Exchanging Fire
Dan Baum misses the mark for the best way to control gun violence [“How to Make Your Own AR-15,” Report, June]. The truth is that guns don’t kill people, ammunition does — and banning ammunition or restricting its sale would be considerably easier than banning firearms themselves. Bullets are relatively unambiguous in purpose, consist of easily traceable components, and are very difficult to make at home — even with a 3-D printer. Regulating ammunition would allow gun hobbyists to continue to construct and modify their weapons while restricting their ability to do harm to others. The U.S. Constitution grants Americans the right to bear arms, but does it also grant them the right to live ammunition?
Nicholas Lamm
Vancouver
Baum is right that banning possession of AR-15 semiautomatic rifles is a fool’s errand and that gun owners have a responsibility to keep their firearms secure from criminals and unsupervised children. But mandating gun safes and making owners criminally liable for acts committed with guns stolen from their homes isn’t closing the barn door after the horse has bolted; it’s opening that door to tyranny.
There’s only one way to ensure that a gun-safe requirement is being followed: random inspections. That sounds more like a police state than a republic in which citizens are innocent until proven guilty.
Making gun owners responsible for criminal misuse of stolen firearms is patently ridiculous. Since there isn’t a safe that can’t be breached, a mandatory gun-safe law would have no practical impact — other than discouraging law-abiding Americans from exercising their natural, civil, and constitutionally protected right to keep and bear arms.
Most American gun owners are extremely responsible: they keep their firearms secure and teach their children about gun safety. Both the NRA and the National Shooting Sports Foundation have programs designed to encourage these practices. Prescribing a cure for the few dangerously lax gun owners through mandatory gun-safe and liability laws is no less a feel-good nonsolution than banning the AR-15.
Robert Farago
Publisher, The Truth About Guns
Austin, Tex.
Dan Baum responds:
Individually, most gun owners are responsible.

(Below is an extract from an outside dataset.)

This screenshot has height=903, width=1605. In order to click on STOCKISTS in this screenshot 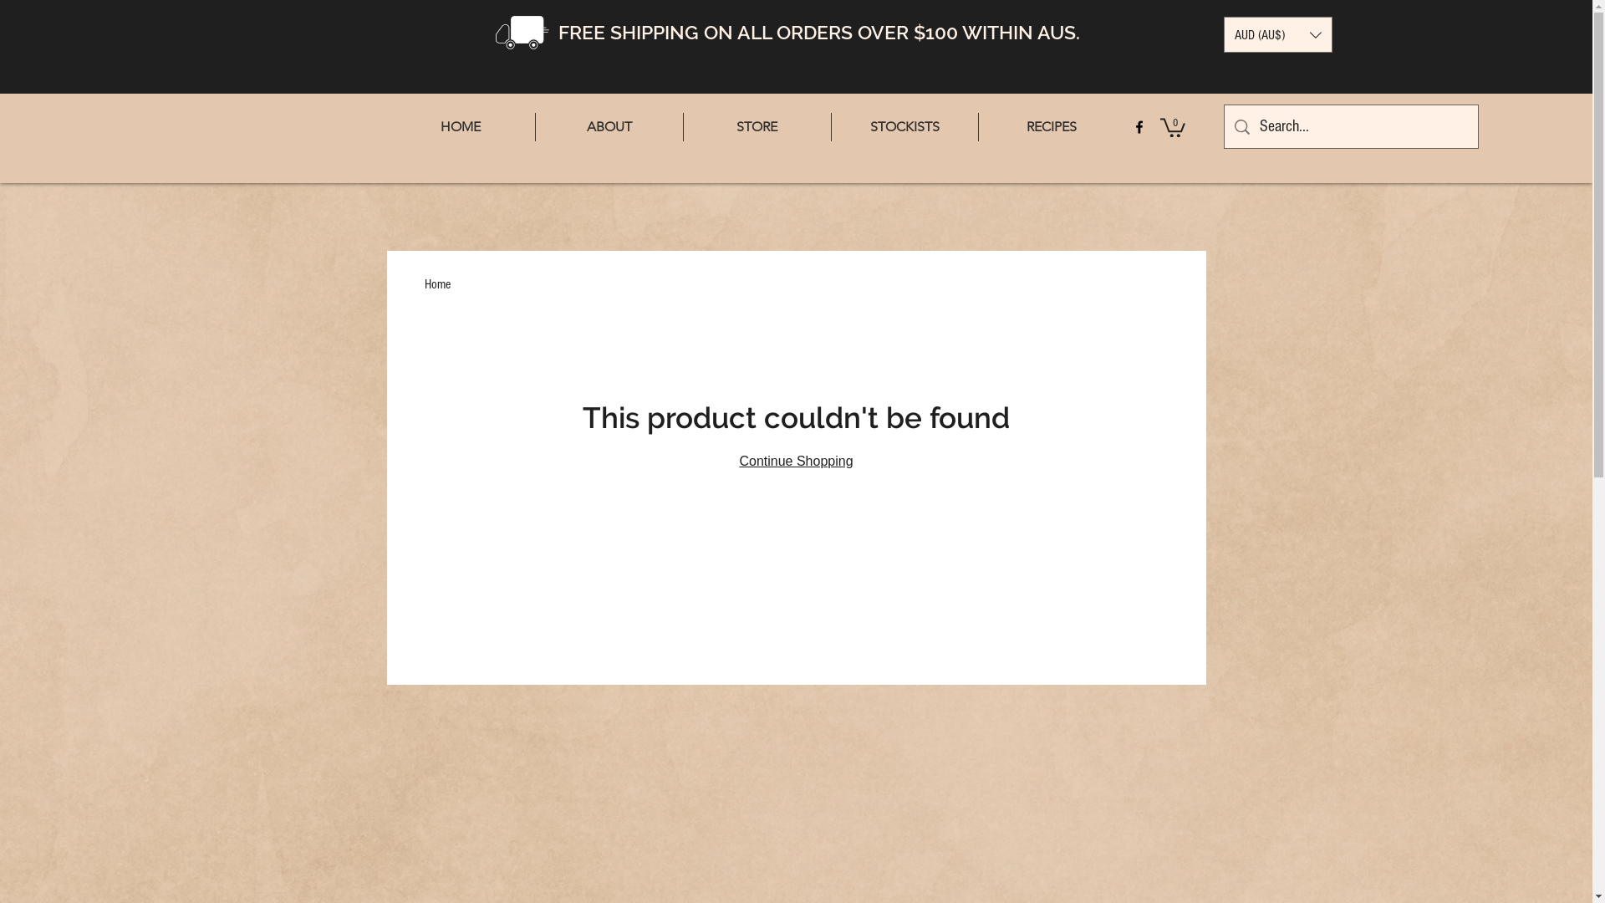, I will do `click(905, 127)`.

But as a community, we’re a mess. Led by the NRA, the gun-rights lobby has been so focused on protecting its right to keep and bear arms that it has completely ignored its most important duty — to be conscientious stewards of these dangerous devices. I never hear the NRA talk about gun owners’ responsibilities to society at large, except when it is urging people to buy and carry more guns.

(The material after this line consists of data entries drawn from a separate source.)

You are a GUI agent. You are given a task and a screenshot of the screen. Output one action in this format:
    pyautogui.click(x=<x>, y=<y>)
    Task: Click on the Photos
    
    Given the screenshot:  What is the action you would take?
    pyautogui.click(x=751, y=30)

To raise the specter of random inspections is dishonest. If a gun that shows up at a crime scene is traced to me, and I cannot demonstrate that it was properly locked up and that I reported the theft to the police, then I should be considered criminally liable — not for the offense committed with the gun, but for failure to respect an important addendum to the four rules laid out by the father of modern pistol shooting, Jeff Cooper: Always maintain control of your firearm.

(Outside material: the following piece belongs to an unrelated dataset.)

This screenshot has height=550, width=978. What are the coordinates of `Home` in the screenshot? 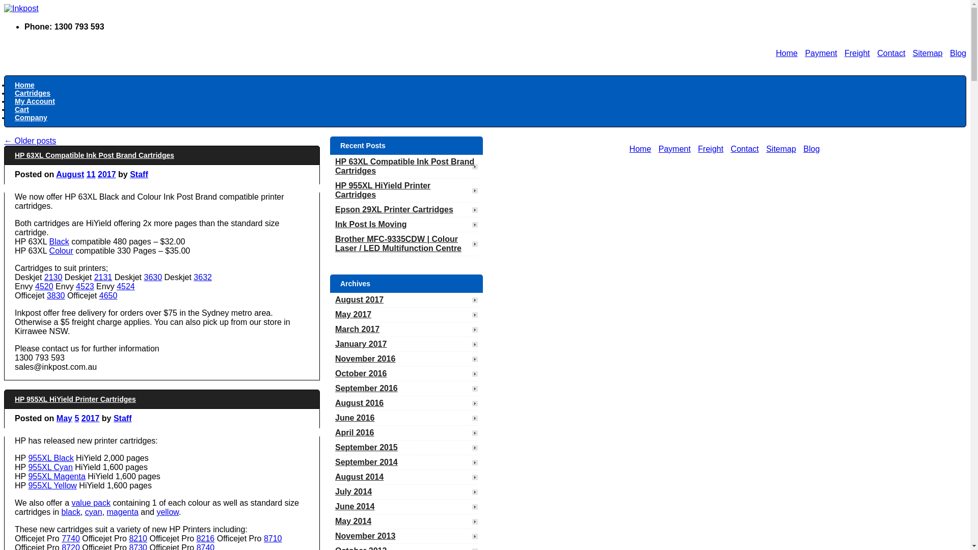 It's located at (641, 149).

The problem of gun violence could be largely solved with no government intervention at all if gun owners considered it unforgivable to leave a gun in a nightstand, closet, or glove compartment. But we’ve demonstrated that we don’t, so we should not be surprised when the nanny state steps in. We have only ourselves to blame.
The Postcolony
As Rebecca Solnit points out in “The Separating Sickness” [Miscellany, June], the effects of leprosy are not only bacteriological but also social. The stigma associated with the disease is so strong that some patients who have been cured but still display such symptoms as peripheral neuropathy, which often causes visible damage to the feet, would rather tell their employers that they suffer from type 2 diabetes than admit they once had leprosy.
Advocates have begun to openly challenge that stigma. Vagavathalli Narsappa, for instance, has fought to overturn a law barring people with leprosy from holding public office in India, where 130,000 new cases are diagnosed each year. The rest of us ought to follow his lead.
Sarah Nancollas
Chief Executive, Lepra
Colchester, England
Correction
Ted Conover’s “The Way of All Flesh” [Report, May] incorrectly implied that antibiotics promote the formation of abscesses in the liver of cattle. In fact, antibiotics such as tylosin are used to control abscesses, which are thought to form when cattle are moved to feedlots and their diet switches from grass to grain.